A sold-out Dome was testimony enough to the enduring affection held for I'm Sorry I Haven't A Clue.

Like me you’d probably have expected the hundreds of devotees of Radio 4's antidote to panel games thronging the bar on Saturday to be middle class, middle aged and white.

In truth they were the majority but there were enough of a smattering of youngsters, hipster beards and trendy girls to suggest something else was going on here.

I’m Sorry has always been the punkish cousin of Radio 4 comedy even though it’s nudging 45 years-old.

It’s the show’s eccentricity that makes the audience a little more diverse than say Just A Minute, the host of that show, Nicholas Parsons, here getting a hilarious going over from our own host, the excellent Jack Dee.

In fact I’m Sorry couldn’t be more quintessentially, quirkily British if it came out in a top hat sporting a handlebar moustache and riding a penny farthing.

So we joined in the stupid childish games, played our Kazoos with gusto and laughed ahead of the curve so well worn and beloved are the routines.

And of course as liberals one and all we chortled the most, but with delicious guilt, at the Everest-high pile of innuendo that was the rocket fuel of the show.

To prove that right-on doesn’t have to be po-faced or politically correct the biggest laughs were reserved for the outrageous double entendre cruise missiles pointed at Lionel Blair and scorer Samantha.

A latter joke about her date with an Italian ice cream maker involving the nuts on a Neopolitan was not just end of the pier but middle of the Channel.

The panel, legendary Barry Cryer, Tim Brooke-Taylor, newbie Miles Jupp and Jeremy Hardy were uniformly excellent, the latter proving he could really do comedy not just substitute laughs for left-wingery as he does on the News Quiz.

But it was Dee, a perfect heir to Humphrey Lyttelton, who really shone, his jaundiced, going-through-the-motions, delivery perfect for this most peculiar of British institutions.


▶ Task prompt
Pick every line from the data below that contains the string "income" and copy it.

▶ Records supplied
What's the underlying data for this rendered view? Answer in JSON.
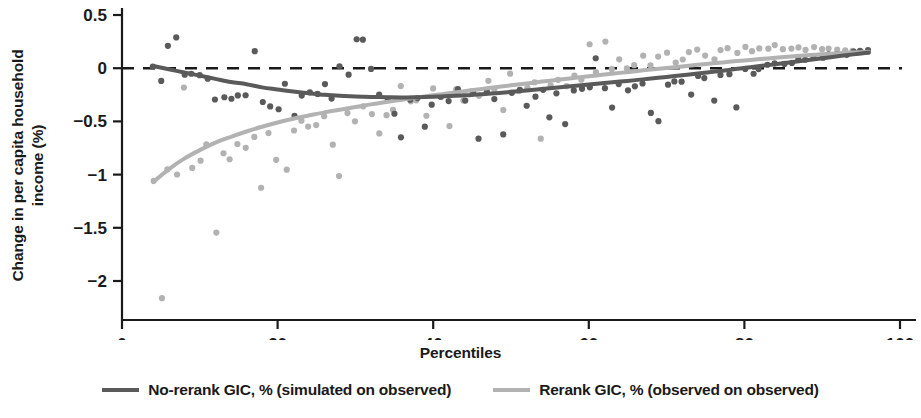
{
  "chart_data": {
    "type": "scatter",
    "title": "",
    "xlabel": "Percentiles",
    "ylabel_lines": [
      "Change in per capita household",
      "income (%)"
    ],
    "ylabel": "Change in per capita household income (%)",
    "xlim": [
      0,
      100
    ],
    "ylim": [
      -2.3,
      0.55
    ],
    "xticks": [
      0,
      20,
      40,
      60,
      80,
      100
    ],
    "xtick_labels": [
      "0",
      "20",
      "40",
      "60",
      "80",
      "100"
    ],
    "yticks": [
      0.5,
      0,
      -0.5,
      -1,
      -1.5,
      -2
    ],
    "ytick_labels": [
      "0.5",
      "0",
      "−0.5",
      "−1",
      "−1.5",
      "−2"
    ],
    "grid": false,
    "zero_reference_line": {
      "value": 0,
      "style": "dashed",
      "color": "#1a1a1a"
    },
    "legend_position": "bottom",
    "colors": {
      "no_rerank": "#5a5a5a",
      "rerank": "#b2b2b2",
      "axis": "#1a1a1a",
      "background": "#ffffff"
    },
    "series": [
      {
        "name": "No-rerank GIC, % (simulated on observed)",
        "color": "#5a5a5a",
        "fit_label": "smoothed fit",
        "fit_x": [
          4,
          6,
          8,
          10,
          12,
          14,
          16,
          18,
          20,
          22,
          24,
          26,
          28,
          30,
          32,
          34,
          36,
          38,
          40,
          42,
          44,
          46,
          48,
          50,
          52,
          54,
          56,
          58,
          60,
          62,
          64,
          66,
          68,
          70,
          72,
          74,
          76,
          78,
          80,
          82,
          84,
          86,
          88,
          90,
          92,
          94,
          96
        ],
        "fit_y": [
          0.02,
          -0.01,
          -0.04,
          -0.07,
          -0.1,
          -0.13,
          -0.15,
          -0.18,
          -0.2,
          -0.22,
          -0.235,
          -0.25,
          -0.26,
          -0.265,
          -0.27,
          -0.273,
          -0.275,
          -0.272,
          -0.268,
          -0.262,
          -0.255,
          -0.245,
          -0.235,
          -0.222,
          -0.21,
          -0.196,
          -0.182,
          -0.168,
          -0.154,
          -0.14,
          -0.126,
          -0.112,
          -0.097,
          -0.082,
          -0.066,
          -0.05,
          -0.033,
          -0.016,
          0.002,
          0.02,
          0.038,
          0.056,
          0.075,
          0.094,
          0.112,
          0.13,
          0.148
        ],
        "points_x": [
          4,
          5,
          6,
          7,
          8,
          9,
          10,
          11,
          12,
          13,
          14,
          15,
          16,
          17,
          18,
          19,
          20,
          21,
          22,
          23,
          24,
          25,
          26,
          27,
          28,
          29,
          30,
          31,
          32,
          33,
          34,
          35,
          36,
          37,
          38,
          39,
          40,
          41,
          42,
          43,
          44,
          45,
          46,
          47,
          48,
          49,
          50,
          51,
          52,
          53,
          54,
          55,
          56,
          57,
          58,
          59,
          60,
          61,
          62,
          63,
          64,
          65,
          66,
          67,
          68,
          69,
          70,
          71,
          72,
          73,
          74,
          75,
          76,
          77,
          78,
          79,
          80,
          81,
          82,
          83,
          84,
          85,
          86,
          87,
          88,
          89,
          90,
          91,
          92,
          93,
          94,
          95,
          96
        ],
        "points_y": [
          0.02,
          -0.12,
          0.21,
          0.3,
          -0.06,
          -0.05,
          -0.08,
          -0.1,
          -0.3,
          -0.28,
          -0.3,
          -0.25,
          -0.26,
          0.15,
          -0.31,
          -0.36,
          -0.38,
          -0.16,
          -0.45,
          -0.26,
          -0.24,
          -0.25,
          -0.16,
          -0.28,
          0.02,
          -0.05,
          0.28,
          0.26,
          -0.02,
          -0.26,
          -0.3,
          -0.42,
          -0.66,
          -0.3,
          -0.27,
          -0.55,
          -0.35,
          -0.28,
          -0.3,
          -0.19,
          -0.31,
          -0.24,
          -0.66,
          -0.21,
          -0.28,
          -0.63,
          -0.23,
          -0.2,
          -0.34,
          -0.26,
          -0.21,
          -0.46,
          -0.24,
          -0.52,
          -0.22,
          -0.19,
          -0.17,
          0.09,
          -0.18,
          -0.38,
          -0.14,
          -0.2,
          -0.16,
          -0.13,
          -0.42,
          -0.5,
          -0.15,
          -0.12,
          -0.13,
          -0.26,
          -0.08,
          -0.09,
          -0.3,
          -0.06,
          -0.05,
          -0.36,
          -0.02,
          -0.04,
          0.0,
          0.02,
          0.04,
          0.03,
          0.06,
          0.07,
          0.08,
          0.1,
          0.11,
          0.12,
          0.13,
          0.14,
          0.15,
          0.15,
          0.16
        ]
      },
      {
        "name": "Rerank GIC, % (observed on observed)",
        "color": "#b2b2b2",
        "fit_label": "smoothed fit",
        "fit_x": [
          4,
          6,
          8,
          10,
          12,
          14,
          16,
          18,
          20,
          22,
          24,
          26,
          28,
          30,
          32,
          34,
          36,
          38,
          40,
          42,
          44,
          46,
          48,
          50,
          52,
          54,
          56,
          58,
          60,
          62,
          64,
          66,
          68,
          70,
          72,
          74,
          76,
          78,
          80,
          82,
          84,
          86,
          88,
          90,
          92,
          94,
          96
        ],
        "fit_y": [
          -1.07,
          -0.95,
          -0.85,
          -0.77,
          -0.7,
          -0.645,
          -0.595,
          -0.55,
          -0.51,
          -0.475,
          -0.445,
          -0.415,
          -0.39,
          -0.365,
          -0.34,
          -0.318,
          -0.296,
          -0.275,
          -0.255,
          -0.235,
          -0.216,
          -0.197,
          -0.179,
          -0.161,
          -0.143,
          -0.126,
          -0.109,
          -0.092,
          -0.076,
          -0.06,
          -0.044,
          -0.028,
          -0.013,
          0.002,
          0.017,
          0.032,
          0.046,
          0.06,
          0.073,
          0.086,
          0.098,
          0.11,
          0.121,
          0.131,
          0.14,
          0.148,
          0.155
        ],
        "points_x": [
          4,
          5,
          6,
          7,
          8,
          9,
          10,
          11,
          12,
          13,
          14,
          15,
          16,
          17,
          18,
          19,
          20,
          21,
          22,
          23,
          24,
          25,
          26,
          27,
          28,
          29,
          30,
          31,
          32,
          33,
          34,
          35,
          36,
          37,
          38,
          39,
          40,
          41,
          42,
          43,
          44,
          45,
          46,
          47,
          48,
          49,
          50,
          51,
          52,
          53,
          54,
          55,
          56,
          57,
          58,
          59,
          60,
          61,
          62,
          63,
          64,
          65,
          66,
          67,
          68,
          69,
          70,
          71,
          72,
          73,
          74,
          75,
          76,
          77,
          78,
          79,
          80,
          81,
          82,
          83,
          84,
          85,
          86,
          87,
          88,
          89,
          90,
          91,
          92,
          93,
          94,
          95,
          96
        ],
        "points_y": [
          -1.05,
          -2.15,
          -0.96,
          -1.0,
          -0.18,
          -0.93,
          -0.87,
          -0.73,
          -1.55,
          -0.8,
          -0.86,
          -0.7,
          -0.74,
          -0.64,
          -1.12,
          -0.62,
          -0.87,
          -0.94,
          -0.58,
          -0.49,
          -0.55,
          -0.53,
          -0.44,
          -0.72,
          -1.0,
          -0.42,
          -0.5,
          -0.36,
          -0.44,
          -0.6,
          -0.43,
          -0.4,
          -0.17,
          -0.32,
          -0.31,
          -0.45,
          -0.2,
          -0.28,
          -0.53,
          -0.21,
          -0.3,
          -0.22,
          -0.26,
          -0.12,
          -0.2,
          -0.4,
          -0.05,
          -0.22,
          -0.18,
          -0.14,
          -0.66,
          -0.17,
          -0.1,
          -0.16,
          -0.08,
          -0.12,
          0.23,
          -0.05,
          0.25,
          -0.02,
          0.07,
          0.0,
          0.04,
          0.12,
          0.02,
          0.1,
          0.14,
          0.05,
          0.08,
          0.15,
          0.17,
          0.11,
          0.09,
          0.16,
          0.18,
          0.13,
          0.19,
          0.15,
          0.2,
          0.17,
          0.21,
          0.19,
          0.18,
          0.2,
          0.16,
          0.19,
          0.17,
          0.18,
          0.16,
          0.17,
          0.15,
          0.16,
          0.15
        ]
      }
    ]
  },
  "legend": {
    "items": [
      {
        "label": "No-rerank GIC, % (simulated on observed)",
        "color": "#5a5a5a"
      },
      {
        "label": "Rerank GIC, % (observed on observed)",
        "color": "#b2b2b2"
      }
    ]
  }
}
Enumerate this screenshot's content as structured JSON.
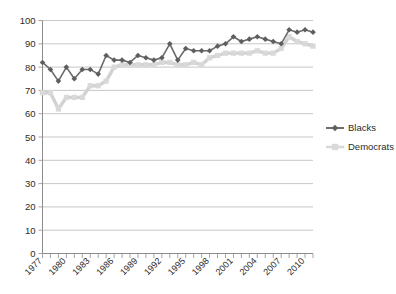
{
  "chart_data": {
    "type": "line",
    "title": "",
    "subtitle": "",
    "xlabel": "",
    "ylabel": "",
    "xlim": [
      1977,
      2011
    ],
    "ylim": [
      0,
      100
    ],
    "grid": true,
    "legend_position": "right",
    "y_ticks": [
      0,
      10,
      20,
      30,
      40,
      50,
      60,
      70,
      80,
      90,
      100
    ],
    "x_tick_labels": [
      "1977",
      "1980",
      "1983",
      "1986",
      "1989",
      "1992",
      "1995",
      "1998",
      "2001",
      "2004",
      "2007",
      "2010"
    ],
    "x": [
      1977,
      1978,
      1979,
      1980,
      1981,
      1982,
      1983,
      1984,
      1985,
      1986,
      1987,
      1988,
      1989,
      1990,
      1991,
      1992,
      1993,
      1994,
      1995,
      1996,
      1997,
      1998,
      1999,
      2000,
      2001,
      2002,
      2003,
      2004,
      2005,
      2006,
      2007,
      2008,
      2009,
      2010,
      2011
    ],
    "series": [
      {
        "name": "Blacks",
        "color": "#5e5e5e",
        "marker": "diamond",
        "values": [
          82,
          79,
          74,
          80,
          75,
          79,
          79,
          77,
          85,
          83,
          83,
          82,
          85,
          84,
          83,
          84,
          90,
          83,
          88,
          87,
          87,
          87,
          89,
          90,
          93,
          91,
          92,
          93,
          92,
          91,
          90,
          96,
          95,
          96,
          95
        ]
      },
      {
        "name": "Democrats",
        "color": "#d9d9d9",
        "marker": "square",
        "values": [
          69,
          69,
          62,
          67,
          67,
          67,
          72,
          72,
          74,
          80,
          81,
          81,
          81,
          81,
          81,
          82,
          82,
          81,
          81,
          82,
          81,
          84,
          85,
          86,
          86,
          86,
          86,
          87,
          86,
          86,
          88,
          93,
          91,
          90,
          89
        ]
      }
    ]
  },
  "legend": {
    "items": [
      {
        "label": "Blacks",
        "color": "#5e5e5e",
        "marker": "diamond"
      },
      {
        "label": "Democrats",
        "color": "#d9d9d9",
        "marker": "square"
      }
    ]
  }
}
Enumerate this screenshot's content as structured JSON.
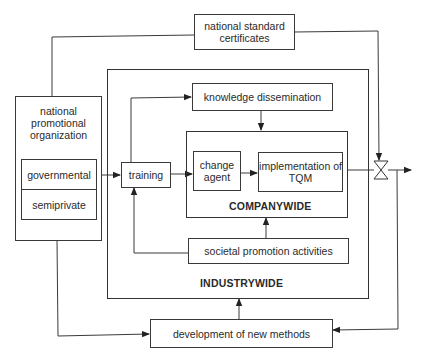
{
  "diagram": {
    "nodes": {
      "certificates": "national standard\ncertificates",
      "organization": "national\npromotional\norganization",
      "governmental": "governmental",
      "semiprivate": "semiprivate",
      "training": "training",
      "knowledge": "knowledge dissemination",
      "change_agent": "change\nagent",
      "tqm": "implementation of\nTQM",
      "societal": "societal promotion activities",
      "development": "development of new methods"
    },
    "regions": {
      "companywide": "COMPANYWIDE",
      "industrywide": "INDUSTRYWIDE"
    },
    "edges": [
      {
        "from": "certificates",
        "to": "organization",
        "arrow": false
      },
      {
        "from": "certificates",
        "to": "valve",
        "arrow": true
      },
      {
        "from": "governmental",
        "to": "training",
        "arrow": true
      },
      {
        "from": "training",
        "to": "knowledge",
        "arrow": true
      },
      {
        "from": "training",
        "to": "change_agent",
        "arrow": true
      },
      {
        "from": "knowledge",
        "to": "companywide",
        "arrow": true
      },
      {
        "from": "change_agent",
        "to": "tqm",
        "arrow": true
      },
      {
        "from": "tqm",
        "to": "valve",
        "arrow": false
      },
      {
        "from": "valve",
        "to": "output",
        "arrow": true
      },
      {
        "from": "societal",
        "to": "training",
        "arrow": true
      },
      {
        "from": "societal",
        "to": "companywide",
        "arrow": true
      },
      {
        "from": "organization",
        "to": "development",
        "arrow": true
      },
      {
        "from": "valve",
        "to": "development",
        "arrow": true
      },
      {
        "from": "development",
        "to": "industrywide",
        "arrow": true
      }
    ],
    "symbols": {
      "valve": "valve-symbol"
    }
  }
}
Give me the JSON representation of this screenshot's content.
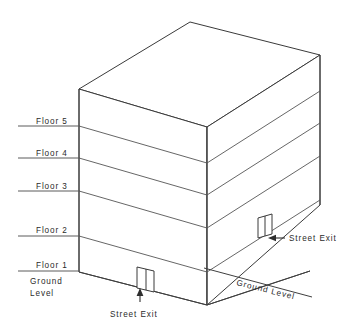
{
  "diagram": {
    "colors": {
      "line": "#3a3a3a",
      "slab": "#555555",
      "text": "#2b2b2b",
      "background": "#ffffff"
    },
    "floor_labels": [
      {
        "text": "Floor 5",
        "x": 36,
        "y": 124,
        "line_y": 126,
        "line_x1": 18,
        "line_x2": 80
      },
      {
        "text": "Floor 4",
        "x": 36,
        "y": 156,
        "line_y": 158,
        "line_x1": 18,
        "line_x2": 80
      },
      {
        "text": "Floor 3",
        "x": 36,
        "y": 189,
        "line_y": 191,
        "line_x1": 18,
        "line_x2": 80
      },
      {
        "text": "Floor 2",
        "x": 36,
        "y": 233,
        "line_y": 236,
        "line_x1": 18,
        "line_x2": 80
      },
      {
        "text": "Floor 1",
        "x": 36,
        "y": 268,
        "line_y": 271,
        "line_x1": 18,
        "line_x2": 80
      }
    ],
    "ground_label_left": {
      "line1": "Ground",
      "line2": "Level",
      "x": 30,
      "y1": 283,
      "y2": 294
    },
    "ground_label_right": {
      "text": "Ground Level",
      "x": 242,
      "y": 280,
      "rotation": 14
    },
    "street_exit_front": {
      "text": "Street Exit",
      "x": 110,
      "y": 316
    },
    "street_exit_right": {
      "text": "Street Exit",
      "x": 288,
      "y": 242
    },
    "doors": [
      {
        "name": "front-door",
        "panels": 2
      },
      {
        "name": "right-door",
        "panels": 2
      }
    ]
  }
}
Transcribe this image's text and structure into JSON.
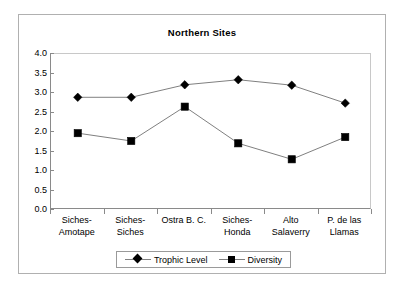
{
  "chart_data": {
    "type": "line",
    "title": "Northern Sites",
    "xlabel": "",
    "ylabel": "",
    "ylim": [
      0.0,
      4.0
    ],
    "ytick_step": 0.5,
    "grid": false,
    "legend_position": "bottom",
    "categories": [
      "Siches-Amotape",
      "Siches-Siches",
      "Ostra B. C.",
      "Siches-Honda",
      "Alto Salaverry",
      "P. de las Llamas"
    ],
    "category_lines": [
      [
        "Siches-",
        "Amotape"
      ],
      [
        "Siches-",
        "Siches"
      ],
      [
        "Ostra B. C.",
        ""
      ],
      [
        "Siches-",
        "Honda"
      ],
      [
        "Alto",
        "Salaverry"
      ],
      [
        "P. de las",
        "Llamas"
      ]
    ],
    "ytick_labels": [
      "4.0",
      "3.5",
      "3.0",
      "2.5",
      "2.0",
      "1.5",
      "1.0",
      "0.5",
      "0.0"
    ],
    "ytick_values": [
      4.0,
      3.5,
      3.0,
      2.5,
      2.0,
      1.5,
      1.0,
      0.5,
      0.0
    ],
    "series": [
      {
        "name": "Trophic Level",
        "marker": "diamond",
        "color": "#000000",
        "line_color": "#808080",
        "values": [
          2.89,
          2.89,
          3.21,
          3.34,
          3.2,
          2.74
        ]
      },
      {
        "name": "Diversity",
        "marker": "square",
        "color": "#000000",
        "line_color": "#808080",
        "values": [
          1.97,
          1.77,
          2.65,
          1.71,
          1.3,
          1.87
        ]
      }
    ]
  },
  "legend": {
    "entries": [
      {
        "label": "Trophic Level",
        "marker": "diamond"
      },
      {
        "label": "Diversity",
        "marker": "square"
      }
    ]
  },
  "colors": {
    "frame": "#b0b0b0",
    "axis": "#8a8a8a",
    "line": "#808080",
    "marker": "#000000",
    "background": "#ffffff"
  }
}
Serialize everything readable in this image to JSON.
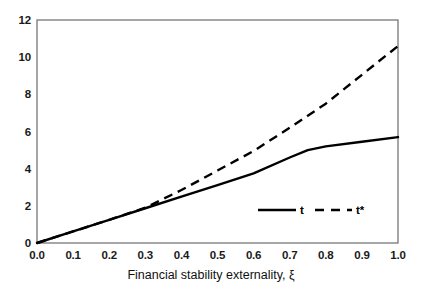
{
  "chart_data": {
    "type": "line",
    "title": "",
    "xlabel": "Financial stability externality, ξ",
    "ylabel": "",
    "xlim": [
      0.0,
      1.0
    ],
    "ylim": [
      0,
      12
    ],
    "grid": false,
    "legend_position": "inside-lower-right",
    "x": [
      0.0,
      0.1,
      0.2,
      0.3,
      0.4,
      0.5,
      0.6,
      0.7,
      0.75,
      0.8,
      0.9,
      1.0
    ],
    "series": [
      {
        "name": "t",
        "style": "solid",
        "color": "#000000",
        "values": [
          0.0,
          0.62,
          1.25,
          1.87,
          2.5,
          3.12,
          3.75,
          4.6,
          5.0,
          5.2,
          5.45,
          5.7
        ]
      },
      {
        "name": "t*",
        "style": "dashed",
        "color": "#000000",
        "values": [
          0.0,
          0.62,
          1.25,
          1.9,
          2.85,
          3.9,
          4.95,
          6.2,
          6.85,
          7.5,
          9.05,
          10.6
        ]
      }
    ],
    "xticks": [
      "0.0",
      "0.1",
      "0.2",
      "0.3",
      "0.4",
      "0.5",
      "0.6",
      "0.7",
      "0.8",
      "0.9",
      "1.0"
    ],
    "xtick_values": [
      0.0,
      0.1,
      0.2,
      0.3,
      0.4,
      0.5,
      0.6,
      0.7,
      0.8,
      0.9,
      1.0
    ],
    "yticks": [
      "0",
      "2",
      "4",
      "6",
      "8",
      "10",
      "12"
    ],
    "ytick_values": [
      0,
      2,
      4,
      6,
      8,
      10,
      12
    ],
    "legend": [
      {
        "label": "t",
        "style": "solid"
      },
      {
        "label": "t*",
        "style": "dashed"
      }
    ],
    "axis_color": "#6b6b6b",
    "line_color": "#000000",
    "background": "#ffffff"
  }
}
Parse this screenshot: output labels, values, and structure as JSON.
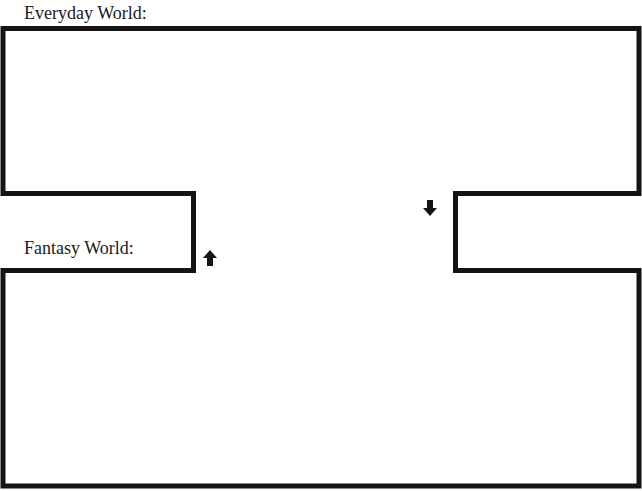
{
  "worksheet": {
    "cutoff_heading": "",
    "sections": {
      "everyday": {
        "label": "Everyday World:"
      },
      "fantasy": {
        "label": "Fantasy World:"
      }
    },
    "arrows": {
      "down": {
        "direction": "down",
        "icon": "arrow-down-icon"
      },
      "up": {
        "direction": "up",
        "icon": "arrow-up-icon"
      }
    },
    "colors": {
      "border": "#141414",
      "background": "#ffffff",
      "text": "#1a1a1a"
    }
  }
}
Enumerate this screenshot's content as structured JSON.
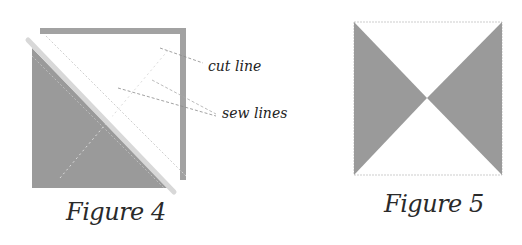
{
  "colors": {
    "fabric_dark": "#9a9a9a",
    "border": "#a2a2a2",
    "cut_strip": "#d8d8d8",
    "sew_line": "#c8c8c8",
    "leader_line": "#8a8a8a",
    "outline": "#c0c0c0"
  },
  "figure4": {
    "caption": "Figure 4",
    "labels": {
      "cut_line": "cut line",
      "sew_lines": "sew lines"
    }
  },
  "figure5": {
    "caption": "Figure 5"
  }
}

▶ Task output
      "income (%)"
    "ylabel": "Change in per capita household income (%)",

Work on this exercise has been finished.